Delivery Intelligence

How to Get Status Reports Out of Azure DevOps Without the Busywork

By Sagacis · Jun 8, 2026 · 6 min read

If your project managers spend the back half of every week turning Azure DevOps into a status slide, the report you need is already sitting in the data. The work is moving the numbers out automatically, with a human still approving what goes to the client.

Why does status reporting take so long when the data already exists?

Most delivery data already lives in Azure DevOps: work items, states, completed hours, and iteration dates. The slowdown is not capture - it is re-keying. Someone copies that data into a deck, adds a RAG colour, and writes a paragraph of narrative, every week, per project.

Because the re-keying is manual, two things go wrong. The report is always slightly out of date by the time it is read, and the numbers quietly drift from what the system actually says.

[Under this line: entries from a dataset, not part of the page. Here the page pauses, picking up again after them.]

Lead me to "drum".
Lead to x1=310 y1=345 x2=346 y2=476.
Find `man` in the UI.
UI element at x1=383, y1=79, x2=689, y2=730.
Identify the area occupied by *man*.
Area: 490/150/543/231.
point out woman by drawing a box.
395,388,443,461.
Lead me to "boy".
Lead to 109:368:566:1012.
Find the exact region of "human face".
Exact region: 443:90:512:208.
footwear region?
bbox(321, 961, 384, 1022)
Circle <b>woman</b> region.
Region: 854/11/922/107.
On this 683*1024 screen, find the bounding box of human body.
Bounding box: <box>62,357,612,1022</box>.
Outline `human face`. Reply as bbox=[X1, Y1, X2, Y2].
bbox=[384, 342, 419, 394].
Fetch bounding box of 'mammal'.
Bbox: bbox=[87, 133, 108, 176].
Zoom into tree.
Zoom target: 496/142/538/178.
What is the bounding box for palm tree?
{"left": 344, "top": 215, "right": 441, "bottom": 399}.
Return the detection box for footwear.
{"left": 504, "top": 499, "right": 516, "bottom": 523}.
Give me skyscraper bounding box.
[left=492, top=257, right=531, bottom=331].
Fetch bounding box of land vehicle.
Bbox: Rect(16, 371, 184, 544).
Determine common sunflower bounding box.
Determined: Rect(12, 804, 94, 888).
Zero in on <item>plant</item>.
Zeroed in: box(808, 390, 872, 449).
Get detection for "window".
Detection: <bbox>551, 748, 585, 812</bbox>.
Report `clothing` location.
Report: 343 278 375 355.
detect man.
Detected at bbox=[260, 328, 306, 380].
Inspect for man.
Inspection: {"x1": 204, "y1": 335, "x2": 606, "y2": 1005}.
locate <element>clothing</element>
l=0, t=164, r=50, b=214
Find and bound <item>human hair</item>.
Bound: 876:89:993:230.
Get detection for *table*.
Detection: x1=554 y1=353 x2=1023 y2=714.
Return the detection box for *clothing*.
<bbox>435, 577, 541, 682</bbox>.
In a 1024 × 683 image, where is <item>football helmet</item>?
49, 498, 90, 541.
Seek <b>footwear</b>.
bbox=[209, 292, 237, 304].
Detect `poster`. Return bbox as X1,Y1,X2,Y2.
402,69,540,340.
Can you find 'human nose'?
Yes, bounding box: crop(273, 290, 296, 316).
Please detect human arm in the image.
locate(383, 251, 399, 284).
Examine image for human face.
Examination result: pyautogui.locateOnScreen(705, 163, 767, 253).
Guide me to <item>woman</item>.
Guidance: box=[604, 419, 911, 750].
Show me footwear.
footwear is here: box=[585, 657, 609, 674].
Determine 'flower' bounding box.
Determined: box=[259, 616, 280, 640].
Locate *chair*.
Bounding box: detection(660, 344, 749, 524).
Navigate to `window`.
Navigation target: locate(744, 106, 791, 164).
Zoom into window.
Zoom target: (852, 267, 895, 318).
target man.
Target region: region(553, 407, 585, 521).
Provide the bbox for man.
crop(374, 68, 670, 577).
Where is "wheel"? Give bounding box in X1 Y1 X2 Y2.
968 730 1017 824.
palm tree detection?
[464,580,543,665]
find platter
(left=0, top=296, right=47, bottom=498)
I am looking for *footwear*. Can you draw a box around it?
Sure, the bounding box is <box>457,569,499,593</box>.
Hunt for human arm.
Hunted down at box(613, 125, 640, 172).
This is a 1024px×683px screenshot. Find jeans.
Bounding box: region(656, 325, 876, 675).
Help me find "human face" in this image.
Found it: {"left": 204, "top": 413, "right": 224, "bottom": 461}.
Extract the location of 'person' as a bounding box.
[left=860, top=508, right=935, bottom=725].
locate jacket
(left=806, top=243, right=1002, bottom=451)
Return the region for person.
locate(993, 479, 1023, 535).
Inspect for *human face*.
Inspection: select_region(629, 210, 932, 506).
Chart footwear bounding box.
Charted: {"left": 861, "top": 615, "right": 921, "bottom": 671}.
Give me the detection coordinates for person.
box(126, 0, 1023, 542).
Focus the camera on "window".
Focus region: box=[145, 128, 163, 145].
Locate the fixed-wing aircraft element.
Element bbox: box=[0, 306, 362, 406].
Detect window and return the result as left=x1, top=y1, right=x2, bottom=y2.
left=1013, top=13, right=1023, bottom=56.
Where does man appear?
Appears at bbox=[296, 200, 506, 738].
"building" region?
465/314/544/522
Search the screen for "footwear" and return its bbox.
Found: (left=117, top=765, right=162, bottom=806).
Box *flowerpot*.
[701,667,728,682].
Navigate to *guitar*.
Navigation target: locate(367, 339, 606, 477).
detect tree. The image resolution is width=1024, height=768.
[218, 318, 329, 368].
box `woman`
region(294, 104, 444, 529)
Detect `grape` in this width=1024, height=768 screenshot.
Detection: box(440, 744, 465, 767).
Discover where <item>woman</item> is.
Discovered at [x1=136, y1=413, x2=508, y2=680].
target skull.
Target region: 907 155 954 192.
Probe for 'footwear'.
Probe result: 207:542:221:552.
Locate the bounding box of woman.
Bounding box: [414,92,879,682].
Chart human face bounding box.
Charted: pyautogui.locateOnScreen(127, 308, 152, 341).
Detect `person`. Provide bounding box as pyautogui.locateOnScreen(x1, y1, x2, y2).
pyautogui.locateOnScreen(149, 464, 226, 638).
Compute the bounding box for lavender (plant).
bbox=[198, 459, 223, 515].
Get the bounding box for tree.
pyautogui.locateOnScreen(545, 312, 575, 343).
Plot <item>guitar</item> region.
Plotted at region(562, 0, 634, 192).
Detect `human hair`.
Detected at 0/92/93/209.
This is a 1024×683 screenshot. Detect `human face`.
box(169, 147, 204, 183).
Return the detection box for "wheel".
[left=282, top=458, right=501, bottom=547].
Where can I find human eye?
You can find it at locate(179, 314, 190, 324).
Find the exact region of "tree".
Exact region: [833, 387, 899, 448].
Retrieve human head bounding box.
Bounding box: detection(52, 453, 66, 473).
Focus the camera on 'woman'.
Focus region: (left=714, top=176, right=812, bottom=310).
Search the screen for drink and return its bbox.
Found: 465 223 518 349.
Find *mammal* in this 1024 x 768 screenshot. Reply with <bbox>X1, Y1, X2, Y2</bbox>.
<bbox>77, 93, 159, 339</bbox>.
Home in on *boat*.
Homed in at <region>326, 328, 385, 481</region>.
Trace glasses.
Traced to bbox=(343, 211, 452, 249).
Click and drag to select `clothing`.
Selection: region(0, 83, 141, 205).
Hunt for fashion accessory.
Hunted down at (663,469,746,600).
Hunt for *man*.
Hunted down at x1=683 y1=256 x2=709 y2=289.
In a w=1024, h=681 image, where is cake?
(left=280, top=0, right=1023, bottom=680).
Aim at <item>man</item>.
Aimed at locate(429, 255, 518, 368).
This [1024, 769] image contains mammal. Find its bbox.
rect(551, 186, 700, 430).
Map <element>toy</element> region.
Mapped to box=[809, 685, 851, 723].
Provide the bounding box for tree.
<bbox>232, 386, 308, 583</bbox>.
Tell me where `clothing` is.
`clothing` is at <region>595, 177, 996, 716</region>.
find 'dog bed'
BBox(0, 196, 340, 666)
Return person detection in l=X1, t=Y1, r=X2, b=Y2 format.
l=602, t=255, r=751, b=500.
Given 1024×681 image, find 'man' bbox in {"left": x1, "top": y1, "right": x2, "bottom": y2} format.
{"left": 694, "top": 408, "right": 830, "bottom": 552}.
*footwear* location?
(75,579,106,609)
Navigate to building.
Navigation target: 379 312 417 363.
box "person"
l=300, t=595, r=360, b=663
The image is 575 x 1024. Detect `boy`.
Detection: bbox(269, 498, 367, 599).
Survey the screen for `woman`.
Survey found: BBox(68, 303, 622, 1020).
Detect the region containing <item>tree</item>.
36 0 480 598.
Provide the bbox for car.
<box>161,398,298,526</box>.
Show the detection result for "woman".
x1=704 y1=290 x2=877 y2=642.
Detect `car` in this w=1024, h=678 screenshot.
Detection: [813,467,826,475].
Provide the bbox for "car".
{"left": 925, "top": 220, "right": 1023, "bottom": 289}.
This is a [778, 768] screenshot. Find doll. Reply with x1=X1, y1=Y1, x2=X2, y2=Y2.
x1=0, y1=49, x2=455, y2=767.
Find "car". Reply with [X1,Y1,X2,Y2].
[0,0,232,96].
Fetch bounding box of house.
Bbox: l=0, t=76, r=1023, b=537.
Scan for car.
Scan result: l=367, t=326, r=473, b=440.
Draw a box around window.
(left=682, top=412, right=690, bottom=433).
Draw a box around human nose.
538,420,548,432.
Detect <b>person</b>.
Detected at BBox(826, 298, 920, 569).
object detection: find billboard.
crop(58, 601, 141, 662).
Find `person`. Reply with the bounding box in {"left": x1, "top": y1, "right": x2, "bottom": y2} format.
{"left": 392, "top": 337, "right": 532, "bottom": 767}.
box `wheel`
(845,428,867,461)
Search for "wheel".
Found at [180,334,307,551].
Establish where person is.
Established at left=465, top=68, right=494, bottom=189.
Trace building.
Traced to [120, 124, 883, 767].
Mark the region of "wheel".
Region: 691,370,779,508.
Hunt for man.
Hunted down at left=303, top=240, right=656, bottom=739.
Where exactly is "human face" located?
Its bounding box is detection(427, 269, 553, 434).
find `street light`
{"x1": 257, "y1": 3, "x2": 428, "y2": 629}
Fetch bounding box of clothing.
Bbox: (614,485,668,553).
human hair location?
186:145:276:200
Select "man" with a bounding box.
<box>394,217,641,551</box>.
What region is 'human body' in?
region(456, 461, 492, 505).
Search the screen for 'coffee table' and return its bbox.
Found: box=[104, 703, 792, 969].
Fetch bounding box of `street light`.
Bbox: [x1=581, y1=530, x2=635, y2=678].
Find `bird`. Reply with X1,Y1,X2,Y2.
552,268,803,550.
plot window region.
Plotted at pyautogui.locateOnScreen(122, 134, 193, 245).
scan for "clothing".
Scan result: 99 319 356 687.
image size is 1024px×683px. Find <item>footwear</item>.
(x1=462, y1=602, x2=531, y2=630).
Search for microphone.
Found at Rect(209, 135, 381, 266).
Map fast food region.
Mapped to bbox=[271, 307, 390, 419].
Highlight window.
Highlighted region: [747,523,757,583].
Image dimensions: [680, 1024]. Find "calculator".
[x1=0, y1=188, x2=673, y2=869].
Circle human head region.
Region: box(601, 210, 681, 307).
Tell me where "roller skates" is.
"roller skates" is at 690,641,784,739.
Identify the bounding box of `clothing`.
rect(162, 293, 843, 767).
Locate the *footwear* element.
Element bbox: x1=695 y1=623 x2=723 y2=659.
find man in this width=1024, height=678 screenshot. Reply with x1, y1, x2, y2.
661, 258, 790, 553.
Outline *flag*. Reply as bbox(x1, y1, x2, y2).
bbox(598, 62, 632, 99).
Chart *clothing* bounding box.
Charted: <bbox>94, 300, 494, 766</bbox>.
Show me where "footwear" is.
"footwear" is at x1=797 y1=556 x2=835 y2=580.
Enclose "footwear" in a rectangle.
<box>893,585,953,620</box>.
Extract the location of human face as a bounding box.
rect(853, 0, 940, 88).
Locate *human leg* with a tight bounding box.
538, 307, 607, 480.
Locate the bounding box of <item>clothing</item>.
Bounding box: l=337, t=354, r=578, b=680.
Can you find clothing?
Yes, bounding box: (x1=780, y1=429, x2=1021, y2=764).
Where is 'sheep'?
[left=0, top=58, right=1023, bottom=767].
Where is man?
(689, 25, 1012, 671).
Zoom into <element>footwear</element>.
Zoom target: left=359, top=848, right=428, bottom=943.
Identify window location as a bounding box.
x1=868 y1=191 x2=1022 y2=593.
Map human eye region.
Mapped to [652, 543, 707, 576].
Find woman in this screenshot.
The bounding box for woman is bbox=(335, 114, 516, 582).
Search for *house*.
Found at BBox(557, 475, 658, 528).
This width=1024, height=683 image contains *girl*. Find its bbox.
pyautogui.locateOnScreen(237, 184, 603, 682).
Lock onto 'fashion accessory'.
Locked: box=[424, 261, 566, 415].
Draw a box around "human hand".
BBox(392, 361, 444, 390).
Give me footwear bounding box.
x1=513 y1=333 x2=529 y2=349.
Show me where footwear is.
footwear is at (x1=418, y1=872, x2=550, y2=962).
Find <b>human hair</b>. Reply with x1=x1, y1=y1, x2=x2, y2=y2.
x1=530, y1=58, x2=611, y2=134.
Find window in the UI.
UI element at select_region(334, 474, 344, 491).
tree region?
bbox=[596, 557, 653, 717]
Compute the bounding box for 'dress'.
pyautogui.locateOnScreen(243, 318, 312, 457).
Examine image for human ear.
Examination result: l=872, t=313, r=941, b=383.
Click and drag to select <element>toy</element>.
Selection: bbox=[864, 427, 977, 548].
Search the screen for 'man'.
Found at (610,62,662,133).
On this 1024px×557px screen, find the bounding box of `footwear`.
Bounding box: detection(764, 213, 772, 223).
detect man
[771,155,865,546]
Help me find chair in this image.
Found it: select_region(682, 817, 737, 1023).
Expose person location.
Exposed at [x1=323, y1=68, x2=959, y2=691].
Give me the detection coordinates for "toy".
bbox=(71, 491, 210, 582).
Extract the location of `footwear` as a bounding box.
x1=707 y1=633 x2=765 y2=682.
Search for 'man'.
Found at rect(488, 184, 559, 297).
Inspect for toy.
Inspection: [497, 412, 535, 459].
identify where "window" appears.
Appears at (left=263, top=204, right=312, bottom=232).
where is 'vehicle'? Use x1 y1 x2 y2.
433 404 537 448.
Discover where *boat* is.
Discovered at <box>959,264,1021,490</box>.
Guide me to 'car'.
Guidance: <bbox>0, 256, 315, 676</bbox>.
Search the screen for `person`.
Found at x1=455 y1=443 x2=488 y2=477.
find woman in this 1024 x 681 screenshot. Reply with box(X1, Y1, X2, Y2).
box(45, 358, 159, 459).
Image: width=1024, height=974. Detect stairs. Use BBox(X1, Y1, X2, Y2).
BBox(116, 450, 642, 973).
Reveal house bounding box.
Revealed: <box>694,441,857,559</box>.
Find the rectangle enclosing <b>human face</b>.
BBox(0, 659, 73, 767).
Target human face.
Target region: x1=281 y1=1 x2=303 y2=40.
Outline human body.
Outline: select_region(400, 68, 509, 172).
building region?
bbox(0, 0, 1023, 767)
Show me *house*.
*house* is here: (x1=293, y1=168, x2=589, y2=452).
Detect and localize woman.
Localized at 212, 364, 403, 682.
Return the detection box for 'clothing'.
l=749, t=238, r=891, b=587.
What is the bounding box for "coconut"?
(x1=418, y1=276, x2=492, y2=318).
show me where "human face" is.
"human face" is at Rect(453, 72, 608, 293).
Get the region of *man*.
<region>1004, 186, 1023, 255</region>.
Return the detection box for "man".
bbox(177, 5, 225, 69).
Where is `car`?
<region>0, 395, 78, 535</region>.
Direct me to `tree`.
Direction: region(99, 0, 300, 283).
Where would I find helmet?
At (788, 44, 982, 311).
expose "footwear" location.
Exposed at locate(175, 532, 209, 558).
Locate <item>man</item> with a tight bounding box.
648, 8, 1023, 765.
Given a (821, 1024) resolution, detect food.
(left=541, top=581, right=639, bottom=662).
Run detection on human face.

What can be automated, and what should stay manual?

The mechanical parts are safe to automate: pulling current states, computing velocity and burn-down, deriving a RAG status from variance thresholds, and rolling items up by project or portfolio. These are deterministic - the same inputs always give the same output.

Judgement should stay with a person. A drafted narrative or a flagged risk is a suggestion, not a decision. The reliable pattern is draft-and-review: the system assembles the report, a PM edits and approves it, and only then does it go out.

Where do cost and margin come from if they are not in Azure DevOps?

They are not in Azure DevOps, and that is the common trap. Rates are commercial data, not delivery data. The durable approach is to keep work items and hours in Azure DevOps and hold rate cards, SOW values, and billing type in your delivery-intelligence layer, then compute cost and margin by joining the two - hours from the work, rates from the rate card.

Frequently asked questions

Can you generate status reports automatically from Azure DevOps?

Yes. Work item states, completed hours, velocity, and burn-down already exist in Azure DevOps and can be rolled up into a report automatically. Narrative and risk flags should be drafted for a human to review and approve before the report is shared.

Does Azure DevOps store billing rates?

No. Azure DevOps stores work items and hours, not commercial rates. Cost and bill rates are configured in a separate delivery-intelligence or PSA layer and joined to the hours to compute cost and margin.